Thursday, September 19, 2002

In his statement for Michael Lally’s 1976 anthology, None of the Above, the late Jim Gustafson admonished, “Suggest that one strives to read something more than the books that come in the mail.” It’s not bad advice, but doesn’t account for the unexpected delights that once in a rare while do turn up. Joseph Massey’s Minima St. (Range Press, 2002) is just such a treat.

In actuality, Minima St. (a self-published limited edition chapbook with a press run of just 50 copies) wasn’t a total surprise. Rae Armantrout, who had received the book in her mail ahead of me, had written to say that I would like the work. The poems are, as the title wryly implies, minimalist:

            Awakened
by the ticking

not the alarm.

Such close attention to detail demands both precision and a sense of balance – the stanza break prior to the last line is the poem’s most important moment. As a whole, Minima St. manages both values well. I vacillate between a preference for poems like the one above, which focus on an individual element, and other pieces that are less completely descriptive, where the text pushes the reader some to make the connections:

            Gulls –

collapsed
song

weighs
sun.

The off-rhyme pulls together the imponderables: how songs might collapse, the weight of sun, what any of this has to do with gulls.

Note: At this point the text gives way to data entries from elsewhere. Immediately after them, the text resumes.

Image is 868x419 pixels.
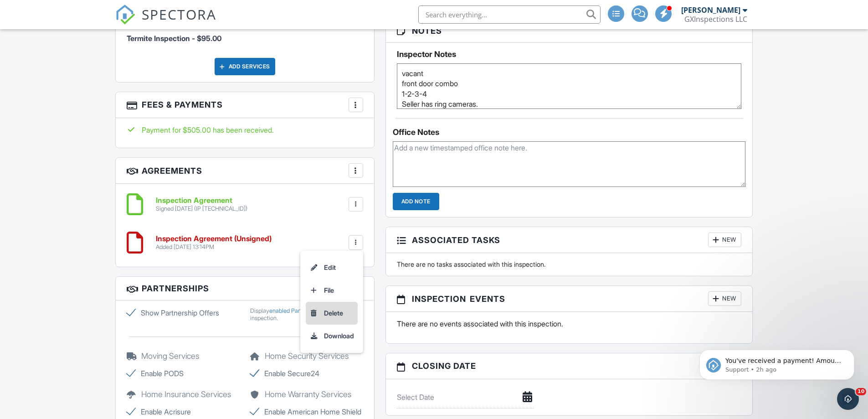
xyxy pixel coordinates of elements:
h5: Home Warranty Services [250,389,364,399]
a: Inspection Agreement (Unsigned) Added [DATE] 13:14PM [156,235,272,251]
a: enabled Partnership Offers [270,307,338,314]
p: There are no events associated with this inspection. [397,319,742,329]
a: Delete [306,301,358,324]
div: GXInspections LLC [684,14,747,24]
input: Search everything... [418,6,601,24]
textarea: vacant front door combo 1-2-3-4 Seller has ring cameras. [397,64,742,109]
label: Enable Acrisure [126,406,240,417]
h5: Home Insurance Services [126,389,240,399]
div: New [708,291,742,306]
a: SPECTORA [116,12,217,32]
a: Inspection Agreement Signed [DATE] (IP [TECHNICAL_ID]) [156,196,247,212]
h5: Inspector Notes [397,50,742,59]
a: Download [306,324,358,347]
h6: Inspection Agreement [156,196,247,204]
img: The Best Home Inspection Software - Spectora [116,4,135,25]
iframe: Intercom notifications message [686,330,868,394]
div: Display for this inspection. [250,307,364,321]
div: There are no tasks associated with this inspection. [392,259,747,269]
span: SPECTORA [142,4,217,24]
li: Service: Termite Inspection [126,17,364,51]
div: [PERSON_NAME] [682,6,741,14]
div: Payment for $505.00 has been received. [126,125,364,135]
span: Termite Inspection - $95.00 [126,34,221,43]
label: Show Partnership Offers [126,307,240,318]
h3: Partnerships [116,277,374,301]
h5: Home Security Services [250,351,364,360]
label: Enable Secure24 [250,368,364,379]
div: Signed [DATE] (IP [TECHNICAL_ID]) [156,205,247,212]
span: 10 [856,388,867,395]
div: New [708,233,742,247]
span: Associated Tasks [412,233,500,246]
h3: Fees & Payments [116,92,374,118]
span: Events [470,293,505,305]
label: Enable PODS [126,368,240,379]
h3: Agreements [116,157,374,183]
a: File [306,279,358,301]
div: Office Notes [393,128,746,137]
input: Select Date [397,386,534,408]
input: Add Note [393,193,439,210]
span: Inspection [412,293,466,305]
iframe: Intercom live chat [837,388,859,410]
div: Added [DATE] 13:14PM [156,243,272,251]
span: Closing date [412,360,476,372]
h5: Moving Services [126,351,240,360]
h6: Inspection Agreement (Unsigned) [156,235,272,243]
label: Enable American Home Shield [250,406,364,417]
h3: Notes [386,19,753,43]
p: Message from Support, sent 2h ago [40,35,158,43]
a: Edit [306,256,358,279]
span: You've received a payment! Amount $505.00 Fee $14.19 Net $490.81 Transaction # pi_3SCjXKK7snlDGpR... [40,27,157,134]
div: Add Services [215,58,275,75]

Minima St. fits into a long tradition of self-published first books mailed out to potentially sympathetic readers that can be traced back at least far as Whitman’s initial edition of Leaves of Grass. In its use of short forms, hard-edged lines, commitment to precision, and especially its fondness for the strategically placed em dash, the most obvious predecessor to Massey’s volume might be George Oppen’s Discrete Series.